Pardon the reference to Shakespeare, but I was trying to come up with a non-contemporary, non-hypothetical, well-known example of the adaptiveness of being an underdog. In Henry V you have a narrative where the king uses consciousness of the numerical inferiority of his troops to assert, i.e., signal, superior valor. In the play, one of his officers surmises that their army is outnumbered by the French by 5 to one; another wishes out loud that another 10,000 could be added to their number. Henry dismisses this talk, declaring: “The fewer men, the greater share of honour. God’s will! I pray thee, wish not one man more.”
Unlike the cave-men who joined Urk’s faction, many of those who didn’t shrink from batle in Henry’s army would NOT have been wiped out. To the contrary, they would have succeeded disproportionately well in evolutionary terms. Might their tribal social emotions go some distance in suggesting why? Stripped of context, odds are merely quantitative, and necessarily leave out important information on qualitative dimensions, such as social emotions. Assume a supporter of Urk gets excited enough over the prospect of sharing the spoils of Zug and reputational rewards that would accrue to him. We might admit that it is not foreordained that Urk would lose the contest. Not only are supporters of the underdog not necessarily wiped out; when they win, as Shakespeare’s Henry intuited, they stand to gain a greater share of the glory, and hence evolutionary fitness.
Pardon the reference to Shakespeare, but I was trying to come up with a non-contemporary, non-hypothetical, well-known example of the adaptiveness of being an underdog. In Henry V you have a narrative where the king uses consciousness of the numerical inferiority of his troops to assert, i.e., signal, superior valor. In the play, one of his officers surmises that their army is outnumbered by the French by 5 to one; another wishes out loud that another 10,000 could be added to their number. Henry dismisses this talk, declaring: “The fewer men, the greater share of honour. God’s will! I pray thee, wish not one man more.”
Unlike the cave-men who joined Urk’s faction, many of those who didn’t shrink from batle in Henry’s army would NOT have been wiped out. To the contrary, they would have succeeded disproportionately well in evolutionary terms. Might their tribal social emotions go some distance in suggesting why? Stripped of context, odds are merely quantitative, and necessarily leave out important information on qualitative dimensions, such as social emotions. Assume a supporter of Urk gets excited enough over the prospect of sharing the spoils of Zug and reputational rewards that would accrue to him. We might admit that it is not foreordained that Urk would lose the contest. Not only are supporters of the underdog not necessarily wiped out; when they win, as Shakespeare’s Henry intuited, they stand to gain a greater share of the glory, and hence evolutionary fitness.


■ Goal of the exercise ■
Your answer should be every line of the entries that has the string "title" in it.

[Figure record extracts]
------------------------------------------------
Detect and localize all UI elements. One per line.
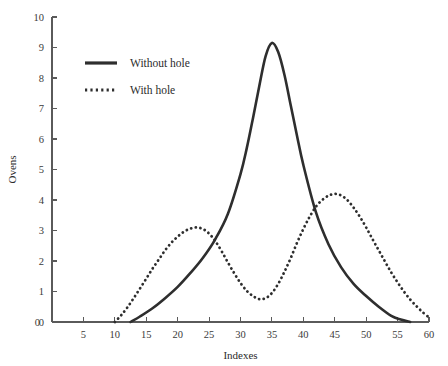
chart-figure: 012345678910 051015202530354045505560 Ov… [0,0,448,366]
x-tick-label: 45 [330,329,341,340]
y-tick-label: 6 [39,134,44,145]
y-tick-label: 5 [39,164,44,175]
y-tick-label: 7 [39,103,44,114]
x-tick-label: 15 [141,329,152,340]
x-tick-label: 60 [424,329,435,340]
figure-background [0,0,448,366]
y-tick-label: 4 [39,195,45,206]
legend-label-without-hole: Without hole [130,57,190,69]
x-tick-label: 30 [235,329,246,340]
x-tick-label: 35 [267,329,278,340]
x-tick-label: 10 [110,329,121,340]
y-tick-label: 9 [39,42,44,53]
x-tick-label: 25 [204,329,215,340]
y-axis-title: Ovens [6,155,18,183]
y-tick-label: 2 [39,256,44,267]
x-tick-label: 50 [361,329,372,340]
y-tick-label: 10 [34,12,45,23]
x-tick-label: 0 [35,317,40,328]
x-tick-label: 40 [298,329,309,340]
chart-canvas: 012345678910 051015202530354045505560 Ov… [0,0,448,366]
x-tick-label: 55 [392,329,403,340]
x-axis-title: Indexes [223,349,257,361]
x-tick-label: 5 [81,329,86,340]
y-tick-label: 1 [39,286,44,297]
y-tick-label: 8 [39,73,44,84]
legend-label-with-hole: With hole [130,84,175,96]
x-tick-label: 20 [172,329,183,340]
y-tick-label: 3 [39,225,44,236]
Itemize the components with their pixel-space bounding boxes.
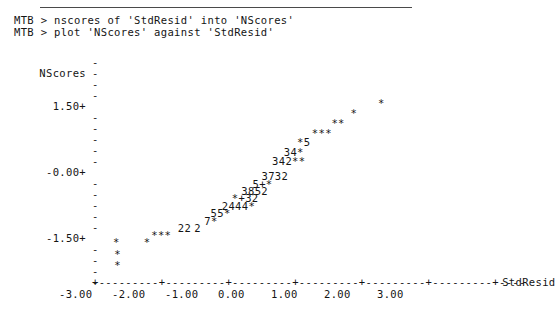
data-point-marker: * bbox=[351, 108, 358, 119]
y-axis-minor-tick: - bbox=[92, 222, 99, 233]
command-line-plot: MTB > plot 'NScores' against 'StdResid' bbox=[14, 26, 274, 38]
x-axis-line: +---------+---------+---------+---------… bbox=[92, 277, 526, 288]
y-axis-tick-label: -1.50+ bbox=[0, 233, 86, 244]
y-axis-title: NScores bbox=[0, 68, 86, 79]
x-axis-tick-label: -1.00 bbox=[165, 289, 198, 300]
x-axis-title: StdResid bbox=[502, 277, 555, 288]
data-point-marker: 342** bbox=[272, 156, 305, 167]
command-line-nscores: MTB > nscores of 'StdResid' into 'NScore… bbox=[14, 14, 294, 26]
data-point-marker: *** bbox=[312, 128, 332, 139]
x-axis-tick-label: 3.00 bbox=[377, 289, 404, 300]
y-axis-tick-label: 1.50+ bbox=[0, 101, 86, 112]
y-axis-minor-tick: - bbox=[92, 90, 99, 101]
data-point-marker: * bbox=[144, 237, 151, 248]
data-point-marker: * bbox=[378, 98, 385, 109]
y-axis-minor-tick: - bbox=[92, 156, 99, 167]
data-point-marker: * bbox=[114, 260, 121, 271]
x-axis-tick-label: -3.00 bbox=[59, 289, 92, 300]
data-point-marker: 22 bbox=[178, 223, 191, 234]
x-axis-tick-label: -2.00 bbox=[112, 289, 145, 300]
data-point-marker: 2 bbox=[194, 223, 201, 234]
data-point-marker: *5 bbox=[297, 137, 310, 148]
data-point-marker: * bbox=[114, 249, 121, 260]
x-axis-tick-label: 1.00 bbox=[271, 289, 298, 300]
data-point-marker: 3732 bbox=[262, 171, 289, 182]
data-point-marker: *** bbox=[151, 230, 171, 241]
y-axis-tick-label: -0.00+ bbox=[0, 167, 86, 178]
x-axis-tick-label: 0.00 bbox=[218, 289, 245, 300]
data-point-marker: ** bbox=[331, 118, 344, 129]
data-point-marker: * bbox=[113, 237, 120, 248]
data-point-marker: 34* bbox=[284, 147, 304, 158]
header-divider-rule bbox=[40, 7, 412, 8]
x-axis-tick-label: 2.00 bbox=[324, 289, 351, 300]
------------------------------------------------
■ Exercise output ■
y-axis-title: Ovens [6,155,18,183]
x-axis-title: Indexes [223,349,257,361]
y-axis-title: NScores bbox=[0, 68, 86, 79]
x-axis-title: StdResid bbox=[502, 277, 555, 288]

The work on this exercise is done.